Dragan Andric was born in 1956 in Konjic, in Bosnia Herzegovina.
A lecturer, activist, poet and musician, he always fought for human dignity, trying in all ways to help those in need.
During the bloody Serb-Bosnian war of the 1990s he placed himself at the service of those who had been unfairly hounded from their own homes. For months he searched for the fugitives spread all over Herzegovina, refugees who had little chance of survival and he rescued scores of civilians who had been captured and already sentenced to death.
In her book Good People in an Evil Time, in the episode entitled “The Little Fly” Svetlana Broz describes how Dragan rescued a mixed Serb-Muslim family.
After the war Andric struggled relentlessly to find those responsible for ethnic cleansing in Bosnian society. Up until his death, he worked as an inspector in the secret services tasked with gathering information about war criminals Karadžic and Mladic and about the other leaders of organized crime in Bosnia and Herzegovina.
In 2004, aged just 48, Dragan Andric was found dead in Sarajevo, struck down by a brain haemorrhage caused by a sudden, and entirely unexpected, rise in blood pressure. The suspicion is that he was poisoned to remove a dangerous enemy of ethnic cleansing and its infamous perpetrators.
In 2008 GARIWO SARAJEVO posthumously awarded him the "Dusko Kondor" prize for his courageous work in defence of civil coexistence.
Gardens that honour Dragan Andric
Dragan Andric is honoured in the Garden of Padua.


### TASK TO COMPLETE
Could you restate the entries below word for word and leave the images out?

### THE INPUT

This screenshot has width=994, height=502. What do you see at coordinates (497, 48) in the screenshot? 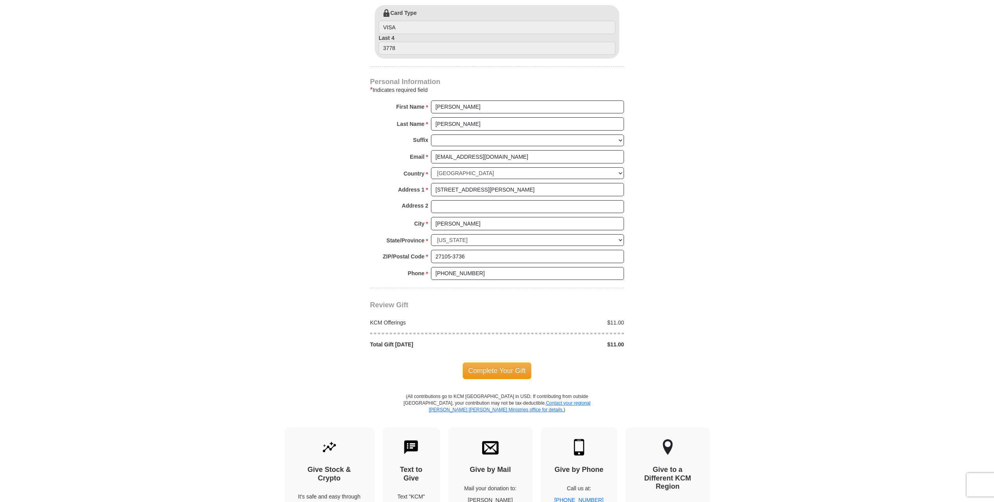
I see `input: Last 4` at bounding box center [497, 48].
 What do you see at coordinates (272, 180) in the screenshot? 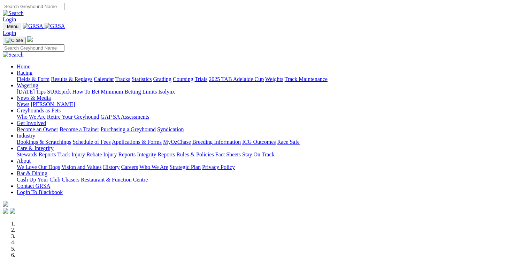
I see `div: Bar & Dining` at bounding box center [272, 180].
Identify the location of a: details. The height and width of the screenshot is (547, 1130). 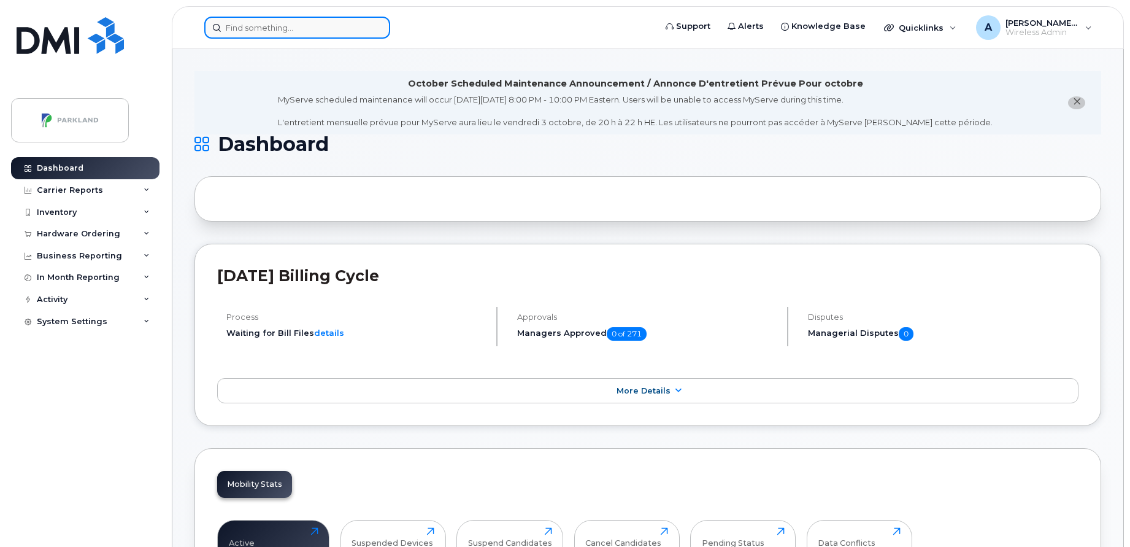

### WRITTEN REPLY
This screenshot has width=994, height=502. What do you see at coordinates (497, 48) in the screenshot? 
I see `input: Last 4` at bounding box center [497, 48].
 What do you see at coordinates (272, 180) in the screenshot? 
I see `div: Bar & Dining` at bounding box center [272, 180].
Identify the location of a: details. The height and width of the screenshot is (547, 1130). 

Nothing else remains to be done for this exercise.